David Frost’s Book of the World’s Worst Decisions

Yep, that David frost, the talk show guy. This book seems to have stemmed from idle bar chitchat where people were trading worst case horror stories of the coulda-shoulda-woulda variety. The British guy who thought it was a good idea to introduce African bees to local populations, the guy who sold all the rights to Elvis’s recordings before Elvis made it big, Adam and Eve, etc. The anecdotes are all told in a chatty style with no corroborating evidence whatsoever. Funny pictures. A quick fun and light read.

The Boat Who Wouldn’t Float

I’ve known about Mowat since watching Never Cry Wolf as a kid and thinking that I’d never see a better movie again. In some way I assumed that he was a naturalist who wrote one book and then disappeared into the wilds. Turns out that he’s had a series of adventures and written books about many of them. This one is about the special relationship that a man has with his boat. Especially a cranky boat that won’t hold water too well.

All these adventures take place on the shores of various Newfoundland-area islands. The book starts out hilariously funny and then gradually relaxes to become mildly amusing once Mowat takes on a female first mate who one can only assume is his girlfriend because he doesn’t make fun of her like everyone else in the book.

Time Lord

When I picked up this book, I thought I was just getting another pop-history shot in the arm about one of my favorite subjects -- the creation of time zones. The truth turned out to be both better and worse than whan I was expecting. Blaise is no pop historian, he is an esteemed and very erudite writer with a graceful hand and a large vocabulary. Every sentence of this book was delightful. This is not to say, however, that all the sentences lined up in neat order to form a cohesive narrative. While I found all the anecdotes about Berman to be fascinating, sometimes I had a difficult time ascertaining whether I was reading a flashback or a future projection of him on any given page.

Blaise would also occasionally branch off into a philosophical rambling about the nature of time itself which, while interesting, detracted from the overall narrative and could have merited a book of its own. The overall gist -- that the creation of standard time zones really paved the way for a transfer of cultural norms from Victorian to Modern -- comes across well. However, the devil is in the details and I got a bit muddled trying to parse an exact sequence of events from all the lovely language.

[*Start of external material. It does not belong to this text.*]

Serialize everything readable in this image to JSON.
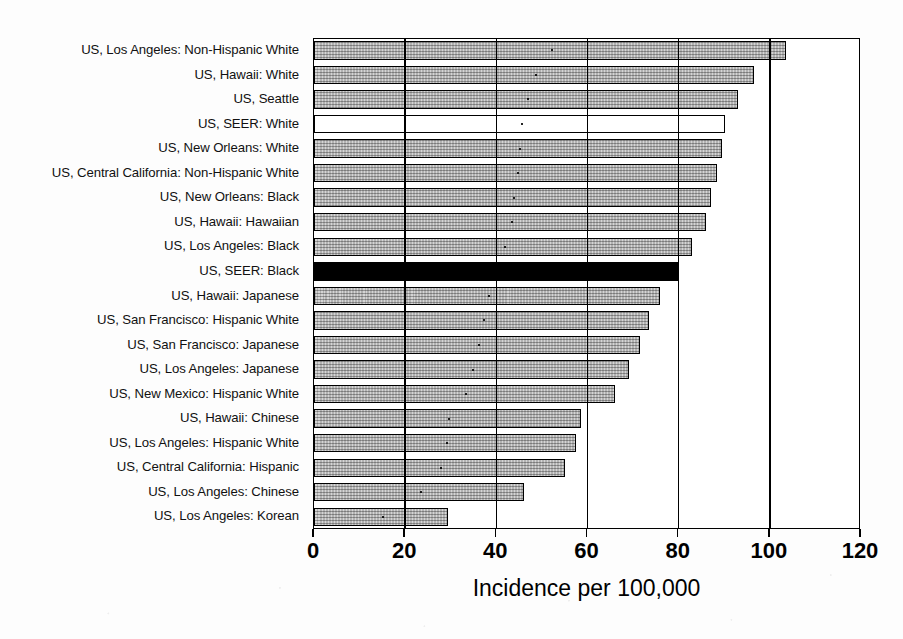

The Science of Everyday Life

These essays are little science lessons into fascinating phenomena. They used to be radio shows which means they are engaging and just the right length for snack-sized reading. Ingram goes into the weird habit people have of sticking out their tongue when they are concentrating and explains why wintergreen lifesavers will spark when you crunch them in a darkened room. All the science is easy-to-digest while not dumbed down so that you feel condescended to.